Mr. Lalonde brought the problem to his people. They were just as uncertain as he was. One of his three investors said stay the course. The other said go for it. The third didn’t know. Then he talked to Hopper’s staff. “When you have good people who have been working on this for years, and you ask them, ‘Should we change this?’ you’re going to get every possible reason not to do it. Nobody had a clear path. The environment was extremely chaotic.”

Mr. Lalonde thought about his dilemma for three weeks. Could this new approach make money? Was it worth making such a radical change?

From right, Hopper's founder and CEO Frederic Lalonde, developer Philippe Laflamme and co-founder and CTO Joost Ouwerkerk in the Montreal offices. The company refocused its product to offer travel reports based on crunching through masses of data.  (Christinne Muschi for The Globe and Mail)

He decided that it was. Mr. Lalonde laid off half the company, including most of the Canadian office. “That was particularly hurtful,” says the Quebec City native. “Layoffs are never fun. Startups are built gradually, but destroyed very quickly. That’s probably the most stressful part of running a company like this.”

“If you listen to the customer, if you see what customers are doing with your product or service, that’s how to build great companies,” says Kent Thexton, managing director of OMERS Ventures and himself a seasoned startup veteran. He joined the Hopper board a few months before the pivot. “As the CEO of a startup you need to do two things simultaneously: You need to be incredibly focused on your business and your team, but at the same time you need to be scanning for that white space in the market, that area that you can fill better than anyone else. Great CEOs seize on those opportunities.”

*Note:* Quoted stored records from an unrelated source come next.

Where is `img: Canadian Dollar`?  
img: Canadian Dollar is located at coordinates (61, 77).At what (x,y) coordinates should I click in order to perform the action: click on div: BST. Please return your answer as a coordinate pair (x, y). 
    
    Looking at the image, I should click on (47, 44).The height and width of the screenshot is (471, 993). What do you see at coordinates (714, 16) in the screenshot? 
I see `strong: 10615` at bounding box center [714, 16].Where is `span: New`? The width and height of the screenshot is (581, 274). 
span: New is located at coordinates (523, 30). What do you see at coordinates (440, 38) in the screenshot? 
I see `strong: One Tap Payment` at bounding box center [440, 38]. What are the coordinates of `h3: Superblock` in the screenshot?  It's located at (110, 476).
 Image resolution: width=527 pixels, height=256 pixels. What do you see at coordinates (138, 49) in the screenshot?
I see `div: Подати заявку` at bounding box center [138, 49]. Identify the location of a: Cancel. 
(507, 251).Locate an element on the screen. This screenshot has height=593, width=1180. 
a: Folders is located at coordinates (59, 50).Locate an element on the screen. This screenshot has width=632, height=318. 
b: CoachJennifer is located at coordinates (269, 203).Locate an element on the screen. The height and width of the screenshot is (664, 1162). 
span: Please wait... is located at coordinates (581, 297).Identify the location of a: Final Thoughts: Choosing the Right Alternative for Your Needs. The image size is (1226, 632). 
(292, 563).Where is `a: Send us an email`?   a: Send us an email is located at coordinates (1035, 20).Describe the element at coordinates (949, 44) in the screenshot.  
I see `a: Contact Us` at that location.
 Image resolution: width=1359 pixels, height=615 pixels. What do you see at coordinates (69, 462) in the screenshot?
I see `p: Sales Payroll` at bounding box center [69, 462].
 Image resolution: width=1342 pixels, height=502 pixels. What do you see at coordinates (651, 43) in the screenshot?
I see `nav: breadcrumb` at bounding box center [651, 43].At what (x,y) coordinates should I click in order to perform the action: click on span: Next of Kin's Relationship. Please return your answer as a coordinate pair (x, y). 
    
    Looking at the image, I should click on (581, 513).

Mongolia from the Trans Siberian Railway. As Hopper prepares to launch its mobile app some time this fall, Mr. Lalonde reports 40-per-cent growth every month. (Dakota Smith/Hopper)

Four months later, as Hopper prepares to launch its mobile app some time this fall, Mr. Lalonde reports 40-per-cent growth every month, and about 600 monthly media hits in the U.S. alone. But the reason he’s confident that Hopper made the right pivot is because everything just feels right.

“This is hard to explain,” he says, “but once you actually restructure the company, you can feel when things are off or not. The environment magically reacts to the right focus. It’s a very strange thing. You get a sense that you’re on to something big. At Hopper, the conversations became so much more focused. Everybody started having really good ideas about predicting whether the price of airfare was about to go up or down, or giving you the best time to buy, or ways to track the change in air fares and notify you on your phone. We ended up building all those things, and that’s the product we’ll be releasing in the fall.

“Startups are long walks in the desert – and then something changes and it never goes back.”